Dr. Jasmin Ramović is a Lecturer in Peace and Conflict Studies in Politics Department at the University of Manchester. He is interested in interdisciplinary approaches to studying international relations, particularly the intersection of anthropology, international political economy and peace and conflict studies. His research focuses on local actors in conflict-affected settings, with a specific focus on the economic dimension of their everyday. This has led his recent research projects to concentrate on examining the potential of the workplace for peacebuilding in Bosnia and Herzegovina, particularly the changes which affected this space in country’s transition from the socialist to capitalist economy. He is also interested in analysing the state of social contracts in societies divided by violent conflicts. His research has been published in international journals and he has recently co-edited The Palgrave Handbook of Disciplinary and Regional Approaches to Peace (2016).
Dr. Oliver Richmond is a research professor in Politics Department, University of Manchester. His primary area of expertise is in peace and conflict theory, and in particular its inter-linkages with IR theory. He is currently working on a book on The International Peace Architecture and Global Order in the 21st Century (OUP, forthcoming). His most recent work has been on peace formation and its relation to state formation, statebuilding, and peacebuilding (Failed Statebuilding and Peace Formation, Yale University Press 2014 & Peace Formation and Political Order, Oxford University Press, 2016). This area of interest has grown out of his work on local forms of critical agency and resistance, and their role in constructing hybrid or post-liberal forms of peace and states (see A Post-Liberal Peace, Routledge, 2011), as well as earlier conflict resolution and conflict management debates in IR, including international mediation, peacekeeping, and state formation debates. He has also published a Very Short Introduction to Peace (Oxford University Press, 2014), which offers an overview of the development of related concepts, theory and practices. He edits a Palgrave Book Series called Rethinking Peace and Conflict Studies, which seeks to provide a forum for the development of new and alternative approaches for understanding the dynamics of conflict and of the construction of peace. He is also co-editor of the journal "Peacebuilding”.
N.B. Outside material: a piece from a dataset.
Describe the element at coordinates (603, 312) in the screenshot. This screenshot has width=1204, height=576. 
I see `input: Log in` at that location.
Dr. Valida Repovac Nikšić is an Associate Professor at the Faculty of Political Science, University of Sarajevo. Previously, she worked in the Directorate for European Integration, Council of Ministers of Bosnia and Herzegovina. In 2014, Valida obtained a PhD in Sociology at the Faculty of Political Science, University of Sarajevo. Her work focuses on cosmopolitanism, multiculturalism, nationalism, discrimination, new racism and populism. She is an Editor in Chief of Sarajevo Social Science Review.